Yorkey and Kitt went to work, this time at a much faster pace than in years past. Songs were cut and added, the relationship between mother and daughter developed, and the title of the show changed: instead of Feeling Electric, the play was now Next to Normal, which better reflected the play’s new sincerity. Through their research, Yorkey and Kitt had come to understand the devastating effects mental illness can have on families. Although not based on a single true story, Next to Normal represents realistically the difficulties of living with and treating bipolar disorder. To make sure they were accurately representing the illness, the medicine, and the doctors Yorkey and Kitt showed each new draft of the script to psychiatrists.
But as Yorkey put it, when Next to Normal opened at Second Stage in February 2008, the reviews were “violently mixed.” Ben Brantley of the New York Times summed up the critical confusion about the play saying, “One minute you’re rolling your eyes; the next, you’re wiping them . . . Though it gives off hot sparks of original wit, the show also sinks into what feels like warmed-over social satire, with detours to the giddy brink of camp.” Simply put: the show wasn’t finished. Although the team had had high hopes of transferring directly to Broadway from Second Stage, it was now out of the question. Yorkey considered calling it quits. But Stone urged him to keep at it. From the very first public performances of Feeling Electric/Next to Normal, audience members had come to Yorkey and Kitt with their own stories about struggling with mental illness. This was a story that needed to be told. So with the promise of a run out of town, Yorkey and Kitt did something radical: they cut a song (“Feeling Electric,” during which the doctor administering ECT to Diana ripped off his scrubs and turned into a heavy metal rock star) and changed the opening number. The difference in audience response was immediate and remarkably positive, and it enabled Yorkey to understand that there was more yet to do to “get it right,” something that he and the rest of the team now felt morally and artistically obligated to do.

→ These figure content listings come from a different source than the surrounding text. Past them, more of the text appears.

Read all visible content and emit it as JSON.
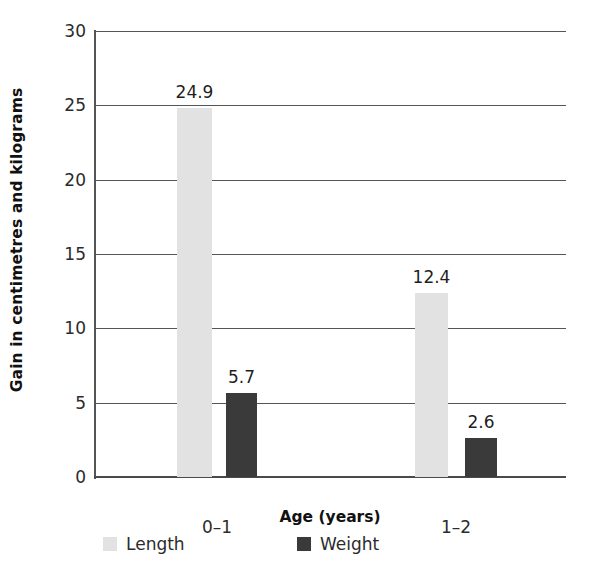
{
  "chart_data": {
    "type": "bar",
    "title": "",
    "subtitle": "",
    "categories": [
      "0–1",
      "1–2"
    ],
    "series": [
      {
        "name": "Length",
        "values": [
          24.9,
          12.4
        ],
        "color": "#e2e2e2"
      },
      {
        "name": "Weight",
        "values": [
          5.7,
          2.6
        ],
        "color": "#3a3a3a"
      }
    ],
    "xlabel": "Age (years)",
    "ylabel": "Gain in centimetres and kilograms",
    "ylim": [
      0,
      30
    ],
    "yticks": [
      0,
      5,
      10,
      15,
      20,
      25,
      30
    ],
    "ytick_labels": [
      "0",
      "5",
      "10",
      "15",
      "20",
      "25",
      "30"
    ],
    "data_labels": [
      "24.9",
      "5.7",
      "12.4",
      "2.6"
    ],
    "grid": "horizontal",
    "legend_position": "bottom",
    "axis_color": "#555555",
    "text_color": "#2b2b2b"
  },
  "axes": {
    "y_title": "Gain in centimetres and kilograms",
    "x_title": "Age (years)",
    "y_ticks": [
      {
        "value": 30,
        "label": "30"
      },
      {
        "value": 25,
        "label": "25"
      },
      {
        "value": 20,
        "label": "20"
      },
      {
        "value": 15,
        "label": "15"
      },
      {
        "value": 10,
        "label": "10"
      },
      {
        "value": 5,
        "label": "5"
      },
      {
        "value": 0,
        "label": "0"
      }
    ],
    "x_ticks": [
      {
        "label": "0–1"
      },
      {
        "label": "1–2"
      }
    ]
  },
  "bars": [
    {
      "group": "0–1",
      "series": "Length",
      "value": 24.9,
      "label": "24.9"
    },
    {
      "group": "0–1",
      "series": "Weight",
      "value": 5.7,
      "label": "5.7"
    },
    {
      "group": "1–2",
      "series": "Length",
      "value": 12.4,
      "label": "12.4"
    },
    {
      "group": "1–2",
      "series": "Weight",
      "value": 2.6,
      "label": "2.6"
    }
  ],
  "legend": {
    "items": [
      {
        "label": "Length",
        "color": "#e2e2e2"
      },
      {
        "label": "Weight",
        "color": "#3a3a3a"
      }
    ]
  }
}
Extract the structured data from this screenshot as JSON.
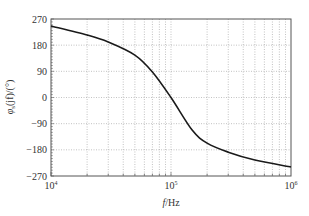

When the show closed at Second Stage, Yorkey and the rest of the artistic team sat down with the notebook in which he had logged all feedback from friends, colleagues, audience members, and critics. They searched for comments that appeared on every page in order to determine their next steps. Furious rewriting and cutting ensued, and when Next to Normal opened at the Arena Stage in Washington, D.C. in December 2008, Arena Artistic Director Molly Sweeny said, “These writers finally located the beating heart at the center of their play.” Now producer David Stone had to decide whether to take the plunge and put the show on Broadway. Financial success on the Great White Way is rare even in the best of economic times, but launching a rock musical about a woman with a mental illness in the midst of a recession seemed… well… insane.
Nonetheless, Stone took the chance. Next to Normal opened on Broadway at the Booth Theatre on April 15, 2009 to rave reviews and ran for 733 performances. The show earned eleven Tony nominations and won the Pulitzer Prize for Drama in 2010. The show’s success was a testament to Yorkey and Kitt’s perseverance and to the humanity of protagonist they had created in the character of Diana Goodman. As Yorkey put it, Diana is “not exotic and other. She’s one of us.”